Gilkerson v. Atlantic Coast Line R. Co.

July 15, 1916. The opinion of the Court was delivered by A former direction of a verdict for the defendant was reversed, and the case now comes back upon appeal from a verdict for the plaintiff for $250. 99 S.C. 426,83 S.E. 592, L.R.A. 1915c, 664. There is a sufficient statement of the facts on the former appeal; they are not different now.

The complaint alleges, and the testimony tended to prove, two delicts of the defendant's servant, the railroad conductor; one in the promise and failure of the conductor to perform his promise to arouse for disembarkation the plaintiff asleep at Sumter in a day coach about 4 o'clock in the morning; the other for allowing plaintiff to disembark three or four miles out of Sumter, upon the representation that the train was but a mile out.

There are eight exceptions; but the appellant has argued only three questions, and the second and third are so allied we shall consider them together.

1. It was clearly competent for the plaintiff to testify that when he disembarked from the train he did not know how far he was from Sumter, and that he would not have disembarked had he known the real distance he was from base. This was not the expression of an opinion. When it appeared that the plaintiff got off a train in the nighttime four miles from a station, the instinctive inquiry is, why? That involves in part the plaintiff's mental operation, of which he alone is cognizant. Did he know he was four miles out? Was he told by one in authority and supposed to know that he was one mile out? If he had *Page 135 known the true fact would he have undertaken the walk back? It is true an inference might be drawn from the circumstances of what the plaintiff would have done had he known the fact, without any expression of notice by the plaintiff; but if the plaintiff speaks truly, that it is the best evidence of what he would have done; if his expression is hostile to an inference from the circumstances, the jury will weigh both.

2. The defendant's first request will be reported; as far as it went it is a correct statement in the abstract. The modification of the request by the Court had reference to the alleged circumstances of the case on trial. The plaintiff will not deny that had he been himself when the train reached Sumter, and the station was announced, and the time to disembark was given, then the carrier had performed its whole duty towards him That is the case suggested by defendant's first request. But the plaintiff's contention of fact was, that in truth the plaintiff was asleep when Sumter was reached; that the conductor had not long before been advised by the plaintiff that such a condition would probably overtake him; that the conductor assured him that he would be on the lookout for that condition; but that he was not on the lookout.
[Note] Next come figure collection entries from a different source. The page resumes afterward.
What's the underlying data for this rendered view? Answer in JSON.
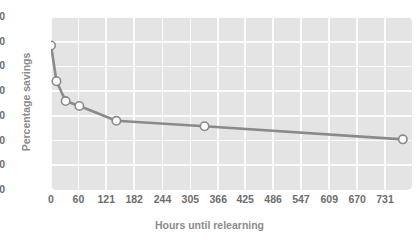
{
  "chart_data": {
    "type": "line",
    "title": "",
    "xlabel": "Hours until relearning",
    "ylabel": "Percentage savings",
    "xlim": [
      0,
      790
    ],
    "ylim": [
      0,
      70
    ],
    "grid": true,
    "legend": null,
    "xticks": [
      "0",
      "60",
      "121",
      "182",
      "244",
      "305",
      "366",
      "425",
      "486",
      "547",
      "609",
      "670",
      "731"
    ],
    "xtick_values": [
      0,
      60,
      121,
      182,
      244,
      305,
      366,
      425,
      486,
      547,
      609,
      670,
      731
    ],
    "yticks": [
      "0",
      "10",
      "20",
      "30",
      "40",
      "50",
      "60",
      "70"
    ],
    "ytick_values": [
      0,
      10,
      20,
      30,
      40,
      50,
      60,
      70
    ],
    "series": [
      {
        "name": "Savings",
        "x": [
          0,
          12,
          32,
          62,
          143,
          336,
          770
        ],
        "y": [
          58.5,
          44.0,
          36.0,
          34.0,
          28.0,
          25.8,
          20.5
        ],
        "marker": "open-circle",
        "line_color": "#8a8a8a",
        "marker_fill": "#ffffff",
        "marker_edge": "#8a8a8a"
      }
    ],
    "colors": {
      "plot_background": "#e4e4e4",
      "gridline": "#fbfbfb",
      "page_background": "#ffffff",
      "tick_text": "#6d6d6d",
      "axis_title_text": "#8c8c8c",
      "line": "#8a8a8a"
    }
  }
}
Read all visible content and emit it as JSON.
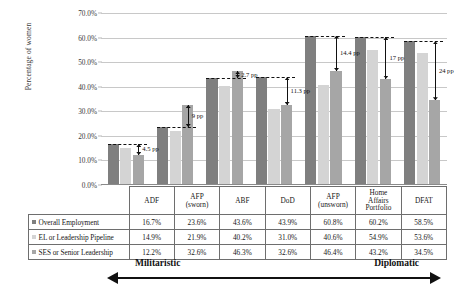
{
  "chart_data": {
    "type": "bar",
    "title": "",
    "xlabel": "",
    "ylabel": "Percentage of women",
    "ylim": [
      0,
      70
    ],
    "ytick_labels": [
      "0.0%",
      "10.0%",
      "20.0%",
      "30.0%",
      "40.0%",
      "50.0%",
      "60.0%",
      "70.0%"
    ],
    "ytick_values": [
      0,
      10,
      20,
      30,
      40,
      50,
      60,
      70
    ],
    "grid": true,
    "legend_position": "table-row-labels",
    "categories": [
      "ADF",
      "AFP (sworn)",
      "ABF",
      "DoD",
      "AFP (unsworn)",
      "Home Affairs Portfolio",
      "DFAT"
    ],
    "series": [
      {
        "name": "Overall Employment",
        "color": "#7f7f7f",
        "values": [
          16.7,
          23.6,
          43.6,
          43.9,
          60.8,
          60.2,
          58.5
        ],
        "labels": [
          "16.7%",
          "23.6%",
          "43.6%",
          "43.9%",
          "60.8%",
          "60.2%",
          "58.5%"
        ]
      },
      {
        "name": "EL or Leadership Pipeline",
        "color": "#d4d4d4",
        "values": [
          14.9,
          21.9,
          40.2,
          31.0,
          40.6,
          54.9,
          53.6
        ],
        "labels": [
          "14.9%",
          "21.9%",
          "40.2%",
          "31.0%",
          "40.6%",
          "54.9%",
          "53.6%"
        ]
      },
      {
        "name": "SES or Senior Leadership",
        "color": "#a6a6a6",
        "values": [
          12.2,
          32.6,
          46.3,
          32.6,
          46.4,
          43.2,
          34.5
        ],
        "labels": [
          "12.2%",
          "32.6%",
          "46.3%",
          "32.6%",
          "46.4%",
          "43.2%",
          "34.5%"
        ]
      }
    ],
    "annotations": [
      {
        "category": "ADF",
        "label": "4.5 pp",
        "from": 16.7,
        "to": 12.2
      },
      {
        "category": "AFP (sworn)",
        "label": "9 pp",
        "from": 23.6,
        "to": 32.6
      },
      {
        "category": "ABF",
        "label": "2.7 pp",
        "from": 43.6,
        "to": 46.3
      },
      {
        "category": "DoD",
        "label": "11.3 pp",
        "from": 43.9,
        "to": 32.6
      },
      {
        "category": "AFP (unsworn)",
        "label": "14.4 pp",
        "from": 60.8,
        "to": 46.4
      },
      {
        "category": "Home Affairs Portfolio",
        "label": "17 pp",
        "from": 60.2,
        "to": 43.2
      },
      {
        "category": "DFAT",
        "label": "24 pp",
        "from": 58.5,
        "to": 34.5
      }
    ]
  },
  "table": {
    "corner_label": "",
    "column_headers": [
      "ADF",
      "AFP\n(sworn)",
      "ABF",
      "DoD",
      "AFP\n(unsworn)",
      "Home\nAffairs\nPortfolio",
      "DFAT"
    ],
    "column_headers_lines": [
      [
        "ADF"
      ],
      [
        "AFP",
        "(sworn)"
      ],
      [
        "ABF"
      ],
      [
        "DoD"
      ],
      [
        "AFP",
        "(unsworn)"
      ],
      [
        "Home",
        "Affairs",
        "Portfolio"
      ],
      [
        "DFAT"
      ]
    ],
    "rows": [
      {
        "label": "Overall Employment",
        "marker_color": "#7f7f7f",
        "values": [
          "16.7%",
          "23.6%",
          "43.6%",
          "43.9%",
          "60.8%",
          "60.2%",
          "58.5%"
        ]
      },
      {
        "label": "EL or Leadership Pipeline",
        "marker_color": "#d4d4d4",
        "values": [
          "14.9%",
          "21.9%",
          "40.2%",
          "31.0%",
          "40.6%",
          "54.9%",
          "53.6%"
        ]
      },
      {
        "label": "SES or Senior Leadership",
        "marker_color": "#a6a6a6",
        "values": [
          "12.2%",
          "32.6%",
          "46.3%",
          "32.6%",
          "46.4%",
          "43.2%",
          "34.5%"
        ]
      }
    ]
  },
  "spectrum": {
    "left_label": "Militaristic",
    "right_label": "Diplomatic"
  }
}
The defendant's counsel, with his habitual candor, makes this concession in his brief:

"It will be conceded that if any other service in addition to that which the ticket entitles a passenger in a day coach is demanded, some additional consideration must be paid in order to support a contract for such additional service. It may, however, be conceded that if a passenger is asleep when he reaches his destination in a day coach, and if the conductor has had previous cause for expecting him to be asleep, and if on arrival at destination the conductor knows of the fact that the passenger is asleep, and does not awaken him, but on the contrary, permits him to be carried beyond his station, knowing of the fact that he *Page 136 is being carried beyond destination, and then awakes him, a cause of action for willfulness would arise."

If that be so, and it surely is, how is the case altered in principle if the conductor, having cause for expecting the passenger to be asleep, fails to awake him when he is apparently asleep, and not of a purpose that is wilfully, but from a lack of care? The obligation to exercise care just at the juncture was not cast upon him generally by his office; it arose out of his knowledge that the passenger would probably be asleep and would rely on the conductor's oversight.

The appellant suggests that the defendant got no consideration for the conductor's promise to overlook the plaintiff at Sumter. It is true that no extra compensation was paid in money; but there are small services which a carrier can render to its patron, valuable to the patron, yet worthless in the measure of cents; and it is also true that the patron sometimes ungraciously seeks to convert into a charge that which was intended as a gratuity.

If a conductor should happen, without previous warning, to see a passenger asleep in a coach at his station, the duty would rest upon the conductor to awaken him, though there would be no duty resting on the conductor to go through a day coach and arouse every passenger. And it matters not whether the act of the conductor thereabout was one of commission or one of omission; that is, whether it was wilful or negligent. The question of fact in the instant case was, whether under all circumstances, the conductor had notice of the plaintiff's disability at Sumter.

We are of the opinion that the defendant's first request was modified properly to meet the case in hand, and that the Court was right to send the cause to a jury.